Even to those who are of the mind that musicforthemorningafter has aged exceptionally well — to likewise remind them that it was “good in the beginning” (to quote Yorn himself, from his 300,000 seller, Day I Forgot), might really draw attention to the fact that it ain’t so great now, and hasn’t been for awhile.

As for the reissue itself – is it really necessary to remaster something that was just released in 2001?  Wasn’t that a year in which all sorts of, you know, old albums were already being remastered and re-issued?  Are we to believe that musicforthemorningafter was recorded so poorly a mere decade ago that the remastering treatment will now have it sounding stellar by comparison?

And regarding the re-issue extras: we get a second disc which has one truly unreleased track alongside a previously released song from the original vinyl version of musicforthemorningafter as well as a demo and a remix of other, already familiar songs.  These tracks are buffered by the entirety of Yorn’s era-relevant KCRW Morning Becomes Eclectic session, which would be splendid, were it not easily heard previously and also readily available on the fan-circulated musicfromthenightbefore bootleg, which also comes with unreleased, same-era songs such as “Farmer vs. River,” “Model American,” “You Never Knew” and “Rooftop” — none of which made the cut here.  All said, there’s really not much to the re-issue that’s not tired before the wrapper even comes off the package.

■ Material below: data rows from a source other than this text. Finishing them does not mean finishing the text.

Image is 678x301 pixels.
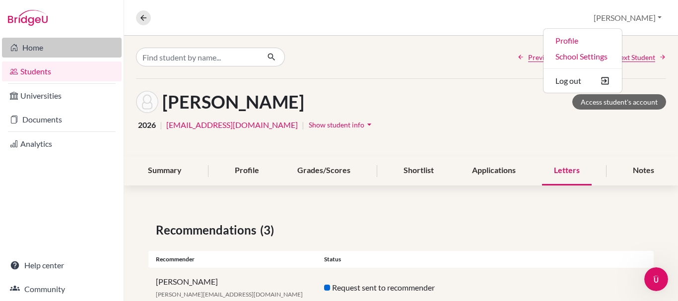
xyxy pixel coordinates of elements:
div: Recommender [148,255,317,264]
div: Request sent to recommender [317,282,485,294]
span: 2026 [138,119,156,131]
div: Summary [136,156,194,186]
a: Help center [2,256,122,275]
img: Bridge-U [8,10,48,26]
div: Status [317,255,485,264]
a: Previous Student [517,52,581,63]
a: Home [2,38,122,58]
span: Previous Student [528,52,581,63]
a: Profile [543,33,622,49]
a: Access student's account [572,94,666,110]
a: Universities [2,86,122,106]
h1: [PERSON_NAME] [162,91,304,113]
a: Next Student [615,52,666,63]
img: Sharifa Laurencia Ouattara's avatar [136,91,158,113]
a: Students [2,62,122,81]
div: Shortlist [392,156,446,186]
ul: [PERSON_NAME] [543,28,622,93]
div: Letters [542,156,591,186]
iframe: Intercom live chat [644,267,668,291]
span: [PERSON_NAME][EMAIL_ADDRESS][DOMAIN_NAME] [156,291,303,298]
span: (3) [260,221,278,239]
span: Show student info [309,121,364,129]
button: Show student infoarrow_drop_down [308,117,375,132]
a: [EMAIL_ADDRESS][DOMAIN_NAME] [166,119,298,131]
div: Grades/Scores [285,156,362,186]
i: arrow_drop_down [364,120,374,130]
a: School Settings [543,49,622,65]
a: Analytics [2,134,122,154]
span: | [302,119,304,131]
a: Documents [2,110,122,130]
input: Find student by name... [136,48,259,66]
div: [PERSON_NAME] [148,276,317,300]
span: | [160,119,162,131]
div: Notes [621,156,666,186]
div: Applications [460,156,527,186]
button: Log out [543,73,622,89]
button: [PERSON_NAME] [589,8,666,27]
span: Recommendations [156,221,260,239]
div: Profile [223,156,271,186]
a: Community [2,279,122,299]
span: Next Student [615,52,655,63]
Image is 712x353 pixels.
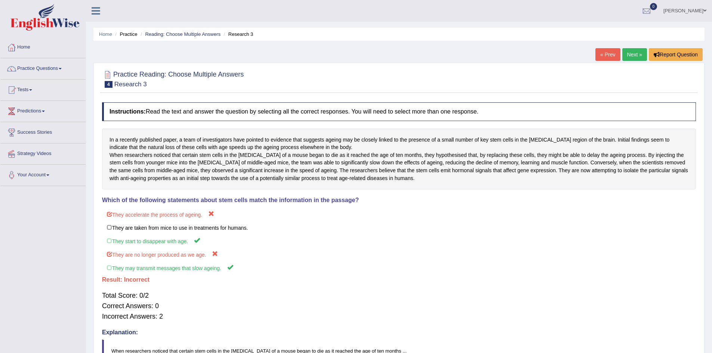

Put bluntly, the whole 10th anniversary re-issue and performance schtick smacks of something disingenuous, like Yorn’s career in general.  Though notable, musicforthemorningafter isn’t much of a tent pole with which to anchor any artist, and certainly not one as uninspiring as Yorn — and yet it’s being trumpeted as something deeply significant, as if the marketing alone will make it true.

RU4 musicforthemorningafter?

Lack of sales and airplay aside, what Yorn is really missing is that magnetic bellwether attraction known as influence; it’s not like Yorn has inspired a whole generation of kids to whine and grunt like farm animals and write songs of self-possessed regret, at least not in the way Dylan pied-piper-ed millions into wheezing along with him or the way re-issued low-sellers like Pavement and Sonic Youth have inspired scores of musicians in their wake.  There simply is nothing culturally relevant about Pete Yorn.

For those in attendance a the Wiltern April 6, let’s hope the show provides a rousing jog down memory lane, resulting in a good time being had by all.  Sadly however, it’s more likely that during snoozers like “Black,” “Lose You” and “Simonize,” concert-goers will realize that — like jokes about 9/11 — for this undistinguished artist, the whole reissue and album-in-it’s-entirety concert honorarium is simply “too soon.”